Cerberus, aka Kerberos to the Greeks, outside the entrance to the Royal Institute of Technology in Stockholm. (Copyright free image from Wikipedia entry for Cerberus/Kerberos)
For Nimsoft Monitor
If you use, or have been curious about using the XenApp and XenDesktop monitoring probes for your Citrix environment, check out the optional Kerberos authentication for Windows or Linux systems.
Kerberos was developed by MIT to protect the network service portion of Project Athena, a collaborative project to create a campus-wide distributed computing environment. Kerberos uses “tickets” to allow client and server side nodes communicating over a non-secure network to prove their identity.
Kerberos was named after the three-headed guard dog of the underworld in Greek mythology. So, you won’t be surprised to learn that Kerberos authenticated messages are powerfully secure.

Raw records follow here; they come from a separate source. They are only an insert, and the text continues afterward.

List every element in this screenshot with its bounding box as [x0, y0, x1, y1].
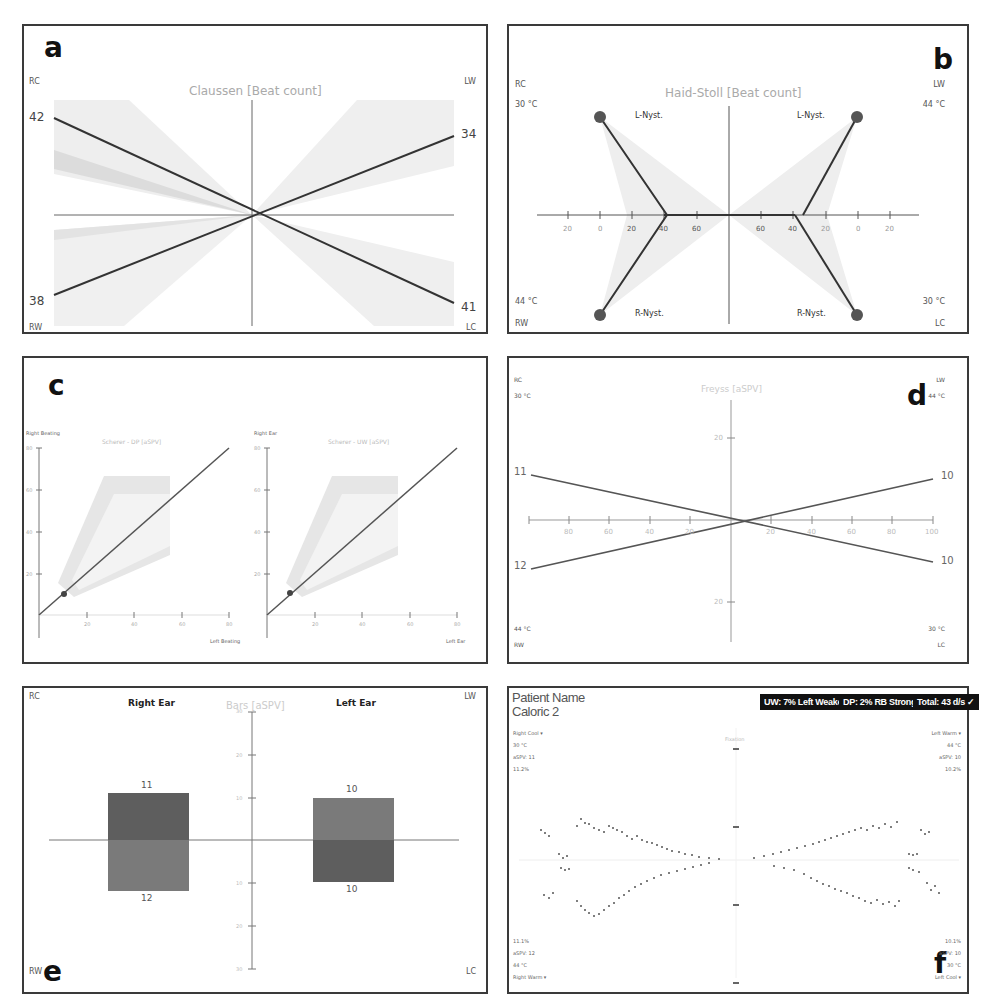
y-tick: 20	[26, 571, 32, 577]
claussen-chart	[24, 26, 486, 332]
y-tick: 60	[254, 487, 260, 493]
corner-label-rc: RC	[29, 692, 40, 701]
left-warm-dropdown[interactable]: Left Warm ▾	[931, 730, 961, 736]
total-badge[interactable]: Total: 43 d/s ✓	[913, 694, 979, 710]
temp-tl: 30 °C	[515, 100, 537, 109]
left-top-aspv: aSPV: 11	[513, 754, 535, 760]
panel-letter: c	[48, 372, 65, 400]
y-tick: 30	[236, 708, 242, 714]
value-lc: 41	[461, 300, 476, 314]
chart-title: Scherer - UW [aSPV]	[328, 438, 389, 445]
panel-a-claussen: a RC LW RW LC Claussen [Beat count] 42 3…	[22, 24, 488, 334]
x-tick: 60	[407, 621, 413, 627]
x-tick: 40	[359, 621, 365, 627]
center-axis-label: Fixation	[725, 736, 745, 742]
x-tick: 20	[821, 225, 830, 233]
x-tick: 80	[226, 621, 232, 627]
patient-name: Patient Name	[512, 691, 585, 705]
quadrant-label: L-Nyst.	[635, 111, 663, 120]
x-tick: 20	[84, 621, 90, 627]
x-tick: 60	[692, 225, 701, 233]
value-lw: 10	[941, 470, 954, 481]
corner-label-rw: RW	[29, 323, 42, 332]
y-tick: 40	[254, 529, 260, 535]
left-top-pct: 11.2%	[513, 766, 529, 772]
y-tick: 20	[236, 752, 242, 758]
x-tick: 20	[685, 528, 694, 536]
quadrant-label: L-Nyst.	[797, 111, 825, 120]
panel-letter: b	[933, 46, 953, 74]
left-bottom-pct: 11.1%	[513, 938, 529, 944]
x-tick: 20	[766, 528, 775, 536]
corner-label-lc: LC	[466, 967, 476, 976]
corner-label-lw: LW	[936, 376, 945, 383]
panel-letter: a	[44, 34, 63, 62]
corner-label-lc: LC	[466, 323, 476, 332]
x-tick: 0	[598, 225, 602, 233]
quadrant-label: R-Nyst.	[635, 309, 664, 318]
right-cool-dropdown[interactable]: Right Cool ▾	[513, 730, 543, 736]
value-rw: 12	[514, 560, 527, 571]
y-tick: 80	[254, 445, 260, 451]
x-tick: 60	[756, 225, 765, 233]
corner-label-lc: LC	[937, 641, 945, 648]
chart-title: Haid-Stoll [Beat count]	[665, 86, 802, 100]
x-tick: 80	[564, 528, 573, 536]
x-tick: 40	[788, 225, 797, 233]
left-ear-label: Left Ear	[336, 698, 376, 708]
chart-title: Bars [aSPV]	[226, 700, 285, 711]
x-tick: 60	[604, 528, 613, 536]
haid-stoll-chart	[509, 26, 967, 332]
right-bottom-temp: 30 °C	[947, 962, 961, 968]
x-tick: 40	[659, 225, 668, 233]
panel-f-caloric: f Patient Name Caloric 2 UW: 7% Left Wea…	[507, 686, 969, 994]
bars-chart	[24, 688, 486, 992]
x-tick: 20	[563, 225, 572, 233]
y-tick: 10	[236, 795, 242, 801]
left-top-temp: 30 °C	[513, 742, 527, 748]
corner-label-rc: RC	[514, 376, 522, 383]
x-tick: 40	[131, 621, 137, 627]
value-rc: 11	[514, 466, 527, 477]
y-axis-label: Right Ear	[254, 430, 277, 436]
x-tick: 20	[627, 225, 636, 233]
y-tick: 40	[26, 529, 32, 535]
x-tick: 60	[179, 621, 185, 627]
left-cool-dropdown[interactable]: Left Cool ▾	[935, 974, 961, 980]
value-rw: 38	[29, 294, 44, 308]
chart-title: Claussen [Beat count]	[189, 84, 322, 98]
y-axis-label: Right Beating	[26, 430, 60, 436]
corner-label-rw: RW	[29, 967, 42, 976]
y-tick: 60	[26, 487, 32, 493]
temp-tl: 30 °C	[514, 392, 531, 399]
temp-bl: 44 °C	[515, 297, 537, 306]
value-right-top: 11	[141, 780, 152, 790]
caloric-scatter	[509, 688, 967, 992]
value-rc: 42	[29, 110, 44, 124]
x-tick: 60	[847, 528, 856, 536]
corner-label-lc: LC	[935, 319, 945, 328]
value-lw: 34	[461, 127, 476, 141]
corner-label-lw: LW	[933, 80, 945, 89]
right-bottom-pct: 10.1%	[945, 938, 961, 944]
temp-bl: 44 °C	[514, 625, 531, 632]
panel-letter: d	[907, 382, 927, 410]
x-tick: 40	[807, 528, 816, 536]
chart-title: Scherer - DP [aSPV]	[102, 438, 161, 445]
test-name: Caloric 2	[512, 705, 559, 719]
panel-b-haid-stoll: b RC LW RW LC 30 °C 44 °C 44 °C 30 °C Ha…	[507, 24, 969, 334]
bar-right-ear-top	[108, 793, 189, 840]
temp-tr: 44 °C	[928, 392, 945, 399]
value-left-bottom: 10	[346, 884, 357, 894]
panel-c-scherer: c Right Beating Scherer - DP [aSPV] Left…	[22, 356, 488, 664]
x-tick: 20	[312, 621, 318, 627]
value-lc: 10	[941, 555, 954, 566]
right-warm-dropdown[interactable]: Right Warm ▾	[513, 974, 546, 980]
y-tick: 20	[254, 571, 260, 577]
left-bottom-temp: 44 °C	[513, 962, 527, 968]
y-tick: 20	[714, 598, 723, 606]
right-ear-label: Right Ear	[128, 698, 175, 708]
y-tick: 10	[236, 880, 242, 886]
right-top-aspv: aSPV: 10	[939, 754, 961, 760]
quadrant-label: R-Nyst.	[797, 309, 826, 318]
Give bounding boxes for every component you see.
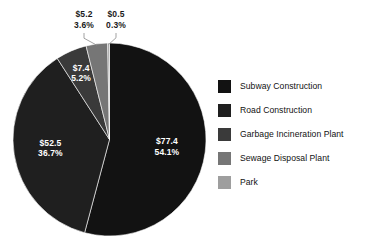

In fact, Kerberos was once classified by the US as auxiliary military technology and banned from export until the year 2000. A Swedish implementation of Kerberos, based on MIT’s eBones version 4, patch-level 9KTH-KRB, was developed at the Royal Institute of Technology in Stockholm, Sweden; it was legally available prior to 2000 in Europe only because it didn’t use certain encryption functions and calls that have since been reintegrated into the protocol.
To learn how to configure Kerberos authentication on the XenApp or XenDesktop probes, and to learn more about how you can use any of the Nimsoft monitoring probes to help make your network more secure, see the probe guides at docs.nimsoft.com.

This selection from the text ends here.